Monday, June 22, 2009

Where is Baba Roga from?


Search: baba roga

Why: In the New Yorker short story "The Tiger's Wife" by Téa Obrecht:
They would have been better equipped to react if Vladisa had told them that he had met the witch Baba Roga and, in that same instant, her skull-and-bones hut on its one giant chicken leg had come tearing down the hillside after him.
Answer: She is from Slavic folklore! She flies around on a giant mortar and kidnaps children (to eat them). In various languages, her name is:
  • Baba Jaga (in Czech, Slovak, and Polish)
  • Ježibaba (in Czech and Slovak)
  • Jaga Baba (in Slovene)
  • Баба Яга (or Baba Yaga in Russian, Bulgarian, and Ukrainian)
  • Baba Yaha (in Ukranian)
  • Baba Dochia (in Romanian)
  • Baba Cloantza (or "old hag with broken teeth" in Romanian)
  • Baba Roga (in Croatian or Bosnian) (ding ding ding!!)
  • Баба Рога (in Serbian and Macedonian)
Source: Wikipedia

The More You Know: Baba is a pejorative form of "grandmother" (kind of like Bubbe, which is not pejorative). Yaga comes from the name Jadwiga, which comes from Hedwig. Nothing to see here.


WORK INSTRUCTIONS >> Copy out each entry below verbatim, skipping the images.

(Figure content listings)
+--

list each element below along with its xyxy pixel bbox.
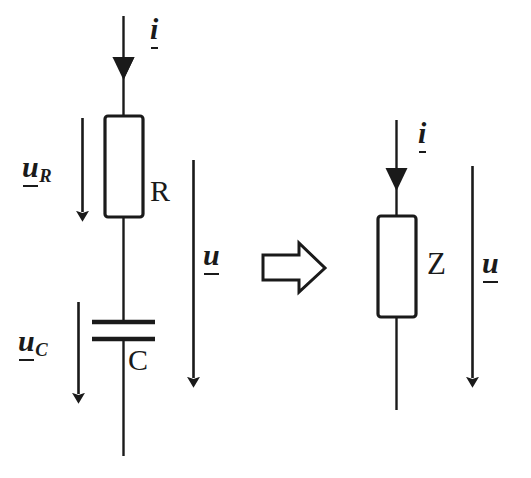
label-current-left: i xyxy=(150,14,158,44)
label-voltage-total-right: u xyxy=(482,248,499,278)
component-letter-capacitor: C xyxy=(128,343,148,376)
right-circuit-group xyxy=(378,120,473,410)
circuit-schematic-canvas xyxy=(0,0,531,478)
voltage-symbol-capacitor: u xyxy=(18,326,35,356)
right-current-arrowhead xyxy=(386,168,408,191)
resistor-symbol xyxy=(105,116,143,217)
voltage-symbol-total-left: u xyxy=(203,240,220,270)
current-symbol-left: i xyxy=(150,14,158,44)
label-component-resistor: R xyxy=(150,176,170,206)
implication-arrow-right-icon xyxy=(263,243,325,292)
circuit-diagram: i uR R uC C u i Z u xyxy=(0,0,531,478)
voltage-symbol-resistor: u xyxy=(22,152,39,182)
label-voltage-resistor: uR xyxy=(22,152,52,186)
label-current-right: i xyxy=(418,118,426,148)
component-letter-impedance: Z xyxy=(427,246,446,281)
voltage-symbol-total-right: u xyxy=(482,248,499,278)
label-voltage-total-left: u xyxy=(203,240,220,270)
label-component-impedance: Z xyxy=(427,248,446,279)
component-letter-resistor: R xyxy=(150,174,170,207)
current-symbol-right: i xyxy=(418,118,426,148)
label-component-capacitor: C xyxy=(128,345,148,375)
label-voltage-capacitor: uC xyxy=(18,326,48,360)
voltage-subscript-resistor: R xyxy=(39,167,51,186)
voltage-subscript-capacitor: C xyxy=(35,341,47,360)
left-circuit-group xyxy=(79,16,194,456)
impedance-symbol xyxy=(378,216,416,317)
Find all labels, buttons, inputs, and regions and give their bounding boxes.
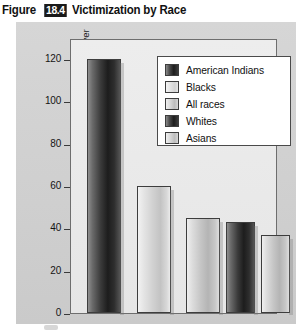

+--

THE COMPLETED TASK >>
list each element below along with its xyxy pixel bbox.
label-current-left: i xyxy=(150,14,158,44)
label-voltage-total-right: u xyxy=(482,248,499,278)
component-letter-capacitor: C xyxy=(128,343,148,376)
right-circuit-group xyxy=(378,120,473,410)
circuit-schematic-canvas xyxy=(0,0,531,478)
voltage-symbol-capacitor: u xyxy=(18,326,35,356)
right-current-arrowhead xyxy=(386,168,408,191)
resistor-symbol xyxy=(105,116,143,217)
voltage-symbol-total-left: u xyxy=(203,240,220,270)
current-symbol-left: i xyxy=(150,14,158,44)
label-component-resistor: R xyxy=(150,176,170,206)
implication-arrow-right-icon xyxy=(263,243,325,292)
circuit-diagram: i uR R uC C u i Z u xyxy=(0,0,531,478)
voltage-symbol-resistor: u xyxy=(22,152,39,182)
label-voltage-resistor: uR xyxy=(22,152,52,186)
label-current-right: i xyxy=(418,118,426,148)
component-letter-impedance: Z xyxy=(427,246,446,281)
voltage-symbol-total-right: u xyxy=(482,248,499,278)
label-voltage-total-left: u xyxy=(203,240,220,270)
label-component-impedance: Z xyxy=(427,248,446,279)
component-letter-resistor: R xyxy=(150,174,170,207)
current-symbol-right: i xyxy=(418,118,426,148)
label-component-capacitor: C xyxy=(128,345,148,375)
label-voltage-capacitor: uC xyxy=(18,326,48,360)
voltage-subscript-resistor: R xyxy=(39,167,51,186)
voltage-subscript-capacitor: C xyxy=(35,341,47,360)
left-circuit-group xyxy=(79,16,194,456)
impedance-symbol xyxy=(378,216,416,317)
Find all labels, buttons, inputs, and regions and give their bounding boxes.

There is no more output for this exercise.